On Thu, Sep 23, 2010 at 9:20 PM, William A. Rowe Jr. <wr...@apache.org> wrote:
> On 9/23/2010 11:13 PM, Martin Cooper wrote:
>> The other thing I'd say is that the answers to these questions are
>> going to depend a lot on the particular developers in question. A
>> couple of people have commented here on how great it is to be able to
>> dig in and find the root cause of a bug, and even fix it. That's great
>> for us open source nuts. But the vast majority of developers don't
>> give a hoot about why a tool or library or whatever doesn't work,
>> whether it's open source or not - they just want it to work.
>
> See, that's the difference.

Well, yes and no. The question was about those who use or work with
open source, as I understand it. Whether those same people
_appreciate_ open source is somewhat different. (Or are you telling me
that I must not appreciate open source because I do have "ifs"
attached to where in the code I'll go, and won't dig in to fix a Linux
bug?)

Likewise, those who just need a dependency to work are not necessarily
depending on a vendor to fix it.

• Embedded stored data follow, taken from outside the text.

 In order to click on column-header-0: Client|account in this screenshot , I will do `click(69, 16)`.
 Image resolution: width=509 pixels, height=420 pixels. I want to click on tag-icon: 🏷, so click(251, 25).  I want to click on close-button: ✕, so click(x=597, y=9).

It may be an open source dependency
and they may not have the time, the inclination, or the leeway from
their legal department, to fix it themselves.

--
Martin Cooper


> The folks who appreciate open source are getting their code to work,
> no if's and's or but's.
>
> The folks who rely on a vendor to Just Fix It and really couldn't care
> if they are off to another project (or doing nothing) for a few weeks
> aren't in the market for the sources of their tooling.